As debates about the effects of fossil fuels on our climate and foreign policy intensify, the question of just how much longer we can depend on this finite source of energy becomes more and more pressing.
A gripping journey through the icy regions of our changing planetFrom the Arctic Ocean and ice sheets of Greenland, to the glaciers of the Andes and Himalayas, to the great frozen desert of Antarctica, The White Planet takes readers on a spellbinding scientific journey through the shrinking world of ice and snow to tell the story of the expeditions and discoveries that have transformed our understanding of global climate.
A concise guide to representing complex Earth systems using simple dynamic modelsMathematical Modeling of Earth's Dynamical Systems gives earth scientists the essential skills for translating chemical and physical systems into mathematical and computational models that provide enhanced insight into Earth's processes.
A must-have introduction to this fundamental driver of the climate systemThe Global Carbon Cycle is a short introduction to this essential geochemical driver of the Earth's climate system, written by one of the world's leading climate-science experts.
In The Medea Hypothesis, renowned paleontologist Peter Ward proposes a revolutionary and provocative vision of life's relationship with the Earth's biosphere--one that has frightening implications for our future, yet also offers hope.
The impact on climate from 200 years of industrial development is an everyday fact of life, but did humankind's active involvement in climate change really begin with the industrial revolution, as commonly believed?
An insider account of how researchers unraveled the mystery of the thawing ArcticIn the 1990s, researchers in the Arctic noticed that floating summer sea ice had begun receding.
ESSENTIALS OF OCEANOGRAPHY introduces you to the complexities and uncertainties involved in ocean use and the importance of oceans in nurturing and sustaining life.
A groundbreaking graphic novel-style cocktail book from world-renowned bar The Dead Rabbit in New York City The Dead Rabbit Grocery & Grog in lower Manhattan has won every cocktailaward there is to win, including being namedBest Bar in the World in 2016.
This book is volume 33 of the yearbook seriesPalaeoecology of Africa presenting the outcome of atribute conference to the internationally recognized South African researcher and palynologist Professor Louis Scott.
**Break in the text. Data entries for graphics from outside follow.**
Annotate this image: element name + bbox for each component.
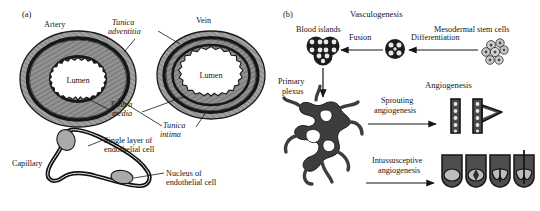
intussusceptive-line2: angiogenesis [378,166,420,175]
tunica-media-line2: media [112,109,132,118]
panel-a-label: (a) [22,9,32,19]
fusion-label: Fusion [349,33,371,42]
intussusception-stage-2 [466,155,486,187]
angiogenesis-heading: Angiogenesis [425,80,472,90]
intussusception-stage-4 [514,150,534,187]
single-layer-line1: Single layer of [104,136,152,145]
panel-a: (a) Lumen Artery L [12,9,265,187]
primary-plexus-line2: plexus [282,87,303,96]
capillary-label: Capillary [12,159,43,168]
artery-title: Artery [44,20,66,29]
tunica-adventitia-line2: adventitia [108,27,141,36]
vasculogenesis-heading: Vasculogenesis [350,9,403,19]
vein-diagram: Lumen Vein [157,16,265,119]
panel-b-label: (b) [283,9,293,19]
blood-islands-label: Blood islands [296,25,341,34]
sprouting-line1: Sprouting [381,96,413,105]
sprouting-vessel-straight [451,99,460,133]
primary-plexus-network [284,86,362,184]
figure-canvas: (a) Lumen Artery L [0,0,540,211]
panel-b: (b) Vasculogenesis Mesodermal stem cells… [278,9,534,187]
intussusception-stage-3 [490,155,510,187]
vein-title: Vein [196,16,211,25]
blood-island-single [385,39,405,59]
tunica-adventitia-line1: Tunica [112,18,134,27]
vein-lumen-label: Lumen [199,71,222,80]
primary-plexus-line1: Primary [278,77,305,86]
tunica-intima-line2: intima [160,130,181,139]
mesodermal-stem-cell-cluster [482,39,508,65]
differentiation-label: Differentiation [411,33,460,42]
nucleus-line2: endothelial cell [166,178,217,187]
intussusceptive-line1: Intussusceptive [372,156,423,165]
intussusception-stage-1 [442,155,462,187]
single-layer-line2: endothelial cell [104,145,155,154]
artery-lumen-label: Lumen [66,76,89,85]
tunica-intima-line1: Tunica [163,121,185,130]
figure-root: (a) Lumen Artery L [0,0,540,211]
nucleus-line1: Nucleus of [166,169,202,178]
sprouting-line2: angiogenesis [374,106,416,115]
blood-islands-cluster [307,37,340,66]
sprouting-vessel-branched [473,99,502,133]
A revelatory, up-to-date account of everything we now know about dinosaur behavior, from a renowned global expertOur understanding of dinosaur behavior has long been hampered by the inevitable lack of evidence from animals that went extinct more than sixty-five million years ago and whose daily behaviors are rarely reflected by the fossil record.
Millions upon millions of salmon and steelhead once filled California streams, providing a plentiful and sustainable food resource for the original peoples of the region.
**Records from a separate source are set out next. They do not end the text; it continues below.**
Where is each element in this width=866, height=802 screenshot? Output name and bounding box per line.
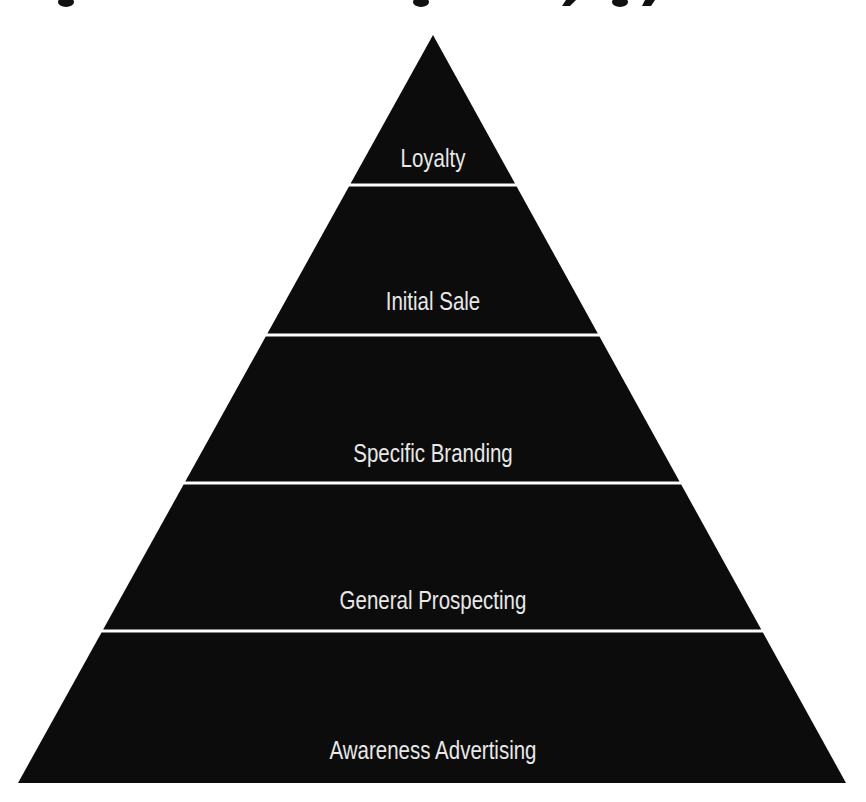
tier-label-awareness-advertising: Awareness Advertising bbox=[329, 736, 536, 764]
tier-label-initial-sale: Initial Sale bbox=[386, 287, 481, 315]
tier-label-general-prospecting: General Prospecting bbox=[340, 586, 527, 614]
pyramid-diagram: Loyalty Initial Sale Specific Branding G… bbox=[0, 0, 866, 802]
tier-label-loyalty: Loyalty bbox=[401, 144, 466, 172]
tier-label-specific-branding: Specific Branding bbox=[353, 439, 513, 467]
This book offers new research on urban policy innovations that promote the application of blue-green infrastructure in managing water resources sustainably.
This book shows that escalating climate destruction today is not the product of public indifference, but of the blocked democratic freedoms of peoples across the world to resist unwanted degrees of capitalist interference with their ecological fate or capacity to change the course of ecological disaster.
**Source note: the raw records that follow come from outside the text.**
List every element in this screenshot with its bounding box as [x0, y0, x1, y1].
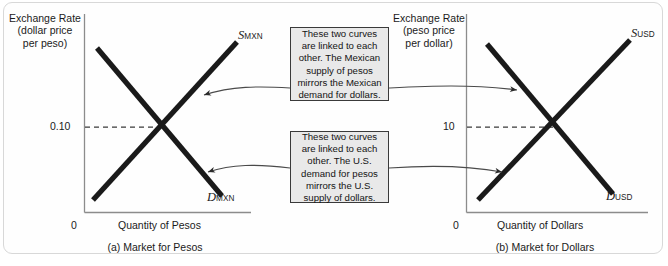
panel-a-demand-label: DMXN	[207, 190, 235, 205]
panel-b-y-axis-title: Exchange Rate (peso price per dollar)	[392, 12, 466, 49]
panel-a-caption: (a) Market for Pesos	[65, 241, 245, 253]
panel-a-origin-label: 0	[71, 219, 77, 231]
connector-upper-left	[204, 87, 290, 95]
panel-b-demand-subscript: USD	[615, 193, 633, 202]
panel-a-equilibrium-tick-label: 0.10	[50, 120, 70, 132]
exchange-rate-figure: Exchange Rate (dollar price per peso) 0.…	[0, 0, 668, 266]
callout-demand-link: These two curves are linked to each othe…	[290, 131, 389, 203]
panel-a-demand-subscript: MXN	[216, 194, 235, 203]
connector-lower-right	[389, 166, 502, 172]
panel-a-x-axis-title: Quantity of Pesos	[118, 219, 201, 231]
callout-supply-link: These two curves are linked to each othe…	[290, 27, 389, 101]
panel-b-equilibrium-tick-label: 10	[443, 120, 455, 132]
connector-upper-right	[389, 86, 517, 90]
panel-a-demand-letter: D	[207, 190, 216, 204]
panel-b-supply-subscript: USD	[637, 30, 655, 39]
panel-b-origin-label: 0	[453, 219, 459, 231]
panel-a-y-axis-title: Exchange Rate (dollar price per peso)	[8, 12, 82, 49]
panel-a-supply-label: SMXN	[238, 28, 263, 43]
connector-lower-left	[208, 165, 290, 172]
panel-a-supply-subscript: MXN	[244, 32, 263, 41]
panel-b-supply-label: SUSD	[631, 26, 655, 41]
panel-b-x-axis-title: Quantity of Dollars	[497, 219, 583, 231]
panel-b-demand-letter: D	[606, 189, 615, 203]
panel-b-caption: (b) Market for Dollars	[450, 241, 640, 253]
panel-b-demand-label: DUSD	[606, 189, 633, 204]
How fossilized reefs hold clues to the survival of corals in the AnthropoceneWith rising global temperatures, pollution, overfishing, ocean acidification, and other problems caused by humans, there's no question that today's coral reefs are in trouble.
A comprehensive survey of exemplary wetlands that highlights their importance for local livelihoods as well as for global biodiversity Covering 17 different regions, Wetlands of Tropical and Subtropical Asia and Africa provides detailed information on some of the world s most important wetlands and wetland types across those countries, as well as their current and potential biological resources.
This new edition of The Drinking Water Handbook is thoroughly revised and updated and includes a comprehensive discussion of "e;forever chemicals,"e; as well as the herbicide atrazine in drinking water.